Doubts over the effectiveness of key anti-influenza drug Tamiflu highlights the importance of helping the body to fight illness the natural way.
There's little doubt that many pharmaceuticals have an important role to play in fighting illness, but the ongoing controversy over the influenza drug Tamiflu highlights the importance of not simply relying on medication alone.
Tamiflu is an anti-viral drug that supposedly works by slowing the spread of the virus between the body's cells and has been used to treat tens of millions of patients since its release.
It is listed as an 'essential' medicine by the World Health Organisation and governments around the world have spent billions creating stockpiles for use in the event of a pandemic.
Yet the effectiveness of Tamiflu has been debated for some time now, after reviewers from the prestigious Cochrane Collaboration found no clear evidence that the drug prevents complications in otherwise healthy people with influenza.
Since then, experts have repeatedly voiced concerns that Tamiflu may not be as effective at reducing the symptoms of influenza as manufacturer Roche would have us believe.
But the company has so far failed to release key clinical trial data on the drug, despite promising to do so as far back as December 2009.
The situation really came to a head after Dr Fiona Godlee, editor-in-chief of the British Medical Journal, wrote an open letter to Roche in October of this year, urging the company to make all relevant data public.
At the time of writing, this has still not happened. Approximately 60 per cent of patient data from completed phase-III trials remain unpublished, prompting the Cochrane reviewers to voice concerns about "the likely overstating of effectiveness and the apparent under-reporting of potentially serious adverse effects".

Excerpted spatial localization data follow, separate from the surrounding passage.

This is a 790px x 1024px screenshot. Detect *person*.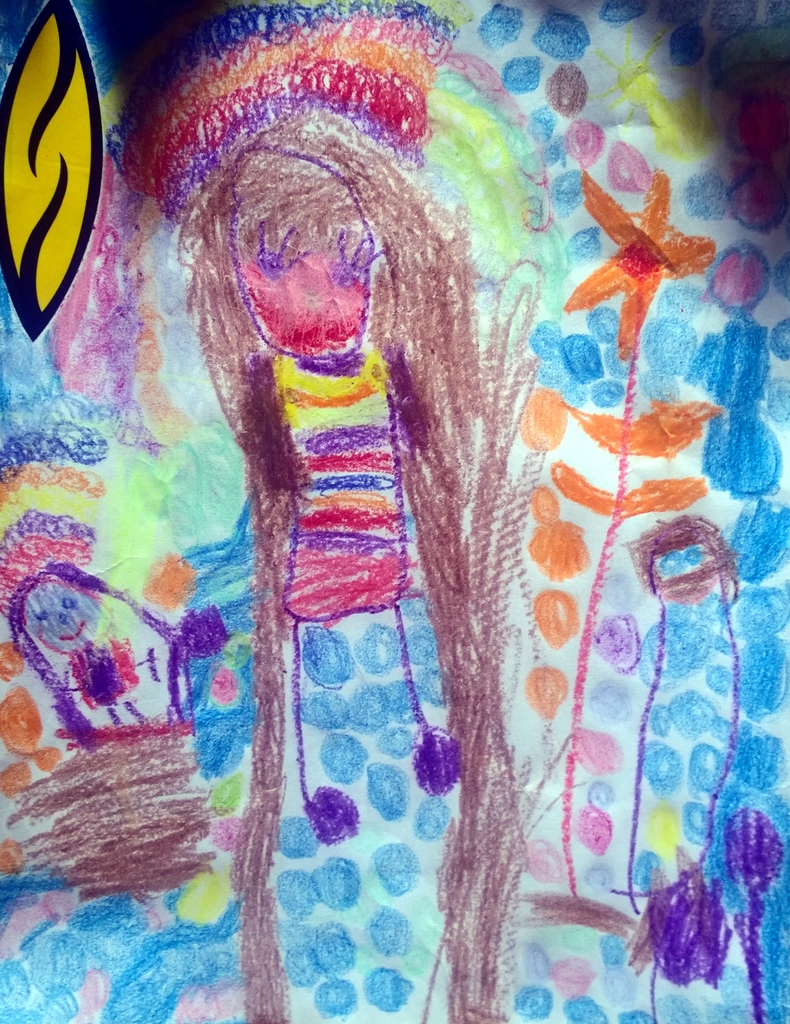
region(179, 124, 550, 1023).
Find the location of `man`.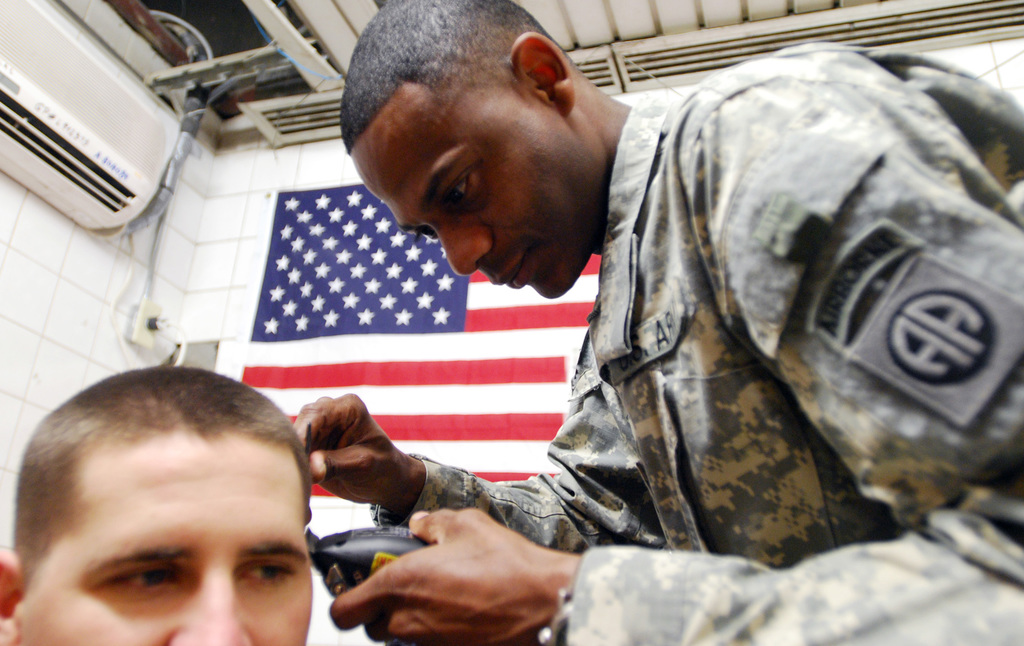
Location: detection(292, 0, 1023, 645).
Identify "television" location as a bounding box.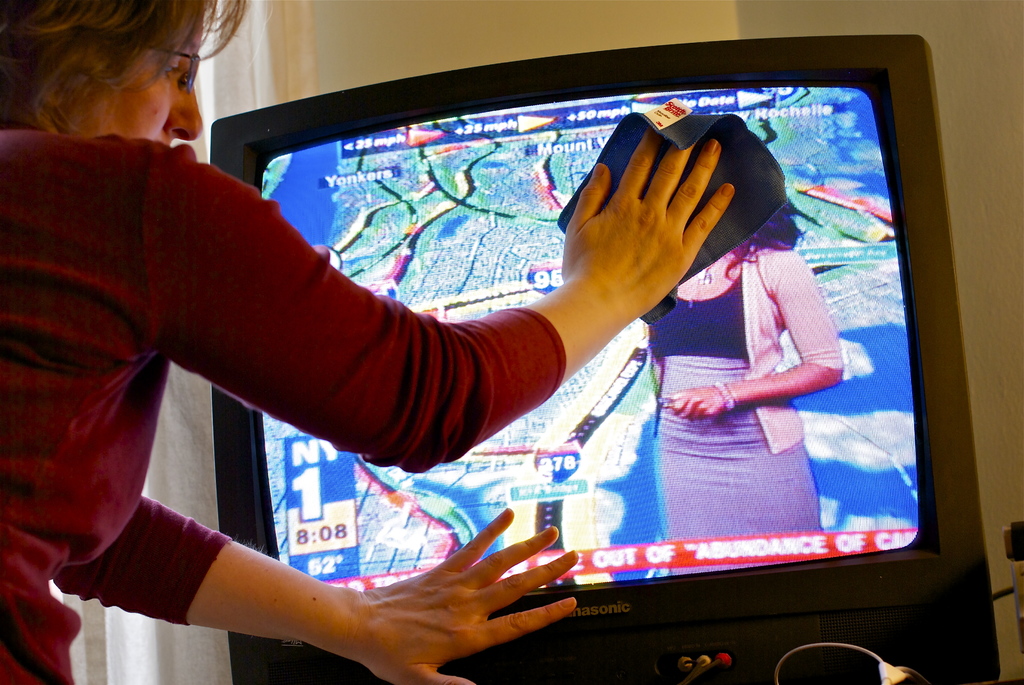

Peter Gotzsche, leader of the Nordic Cochrane Centre in Copenhagen, now says that governments should "boycott Roche's products until they publish missing Tamiflu data", and even went so far as to question why governments in Europe have not sued the company "to get the money they had spent on needlessly stockpiling Tamiflu".
All of which begs the question, can we really trust and rely on the drugs we're advised to put into our body?
Fortunately for us, the body has its own powerful in-built biological defence system keeping us healthy. This is called the 'immune system' and it is comprised of a whole family of specialist cells and chemical signals which can resist viral and bacterial attack, and restore our body's biological integrity.
Our immune system can be optimised by healthy lifestyle choices as well as food supplements. Conversely, it can be severely disrupted by unhealthy lifestyle choices such as eating poorly, smoking, drinking alcohol to excess and not receiving adequate nutrients. This is why it is so important to make positive lifestyle choices: for without an effective immune system, even the best medical intervention is not going to be effective.
The health of our immune system, therefore, must always be at the top of the list, whether we are being treated by a medical doctor or taking a natural alternative approach. In fact, it can be the deciding factor in disease recovery and prevention.